Monday, 13 August 2012

Why Stop at Adequate?

By Daniel Turbin


To compete in an increasingly cut-throat business environment, we've been, for years now, targeted relentlessly on quality. Quality in all sides of everything we do. Accomplishment in client service. Excellence in product quality. Excellency in responsiveness. Everything.

Quality has become the chant of the modern world of business, and is more crucial than ever for smaller firms, who find it impossible to contend with bigger firms based on cost. That is fine, because quality is in general the purview of the smaller firm, which can deliver individualized service in ways that big companies regularly can't even imagine.

Unfortunately, that same emphasis we place on quality as it is related to the outward facing portions of our business, is frequently forgotten when it comes to the interior structures that our customers cannot see.

How much quality is there in whatever system you've got set up to offer you a measure of protection against hacking? When it comes to your ability to protect your information, did you do much beyond buying an off the shelf system that a buddy endorsed and installing it? Have you been staying up to speed with the applying of all the latest security patches, and even if you have , have you had your system checked to probe for faults?

Briefly how sure are you that what you have in place will really do anything to meaningfully defend your business?

If you're doubtful of the solutions to any of the above, then it's potentially time to check your Internet and / or data integrity, and it's possibly well past time to have an audit conducted.

We insist firmly on quality for everything that our customers see. Don't we owe it to ourselves to insist strongly upon that very same level of quality for the parts of our company the client does not see? The parts that protect and guard our business so we can target keeping it growing?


* **Activity**
Transcribe the records below exactly, leaving out any pictures.
··· Provided material ···
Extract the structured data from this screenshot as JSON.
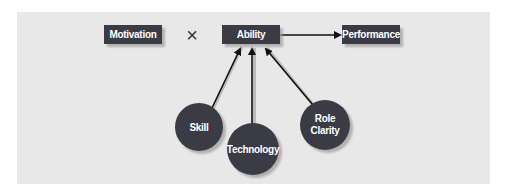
{
  "diagram": {
    "operator_symbol": "×",
    "nodes": {
      "motivation": "Motivation",
      "ability": "Ability",
      "performance": "Performance",
      "skill": "Skill",
      "technology": "Technology",
      "role_clarity_line1": "Role",
      "role_clarity_line2": "Clarity"
    },
    "edges": [
      {
        "from": "Ability",
        "to": "Performance"
      },
      {
        "from": "Skill",
        "to": "Ability"
      },
      {
        "from": "Technology",
        "to": "Ability"
      },
      {
        "from": "Role Clarity",
        "to": "Ability"
      }
    ],
    "colors": {
      "panel": "#e8e8e8",
      "node_fill": "#3a3a44",
      "node_text": "#ffffff",
      "arrow": "#111111"
    }
  }
}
···
* **Solution below**
Extract the structured data from this screenshot as JSON.
{
  "diagram": {
    "operator_symbol": "×",
    "nodes": {
      "motivation": "Motivation",
      "ability": "Ability",
      "performance": "Performance",
      "skill": "Skill",
      "technology": "Technology",
      "role_clarity_line1": "Role",
      "role_clarity_line2": "Clarity"
    },
    "edges": [
      {
        "from": "Ability",
        "to": "Performance"
      },
      {
        "from": "Skill",
        "to": "Ability"
      },
      {
        "from": "Technology",
        "to": "Ability"
      },
      {
        "from": "Role Clarity",
        "to": "Ability"
      }
    ],
    "colors": {
      "panel": "#e8e8e8",
      "node_fill": "#3a3a44",
      "node_text": "#ffffff",
      "arrow": "#111111"
    }
  }
}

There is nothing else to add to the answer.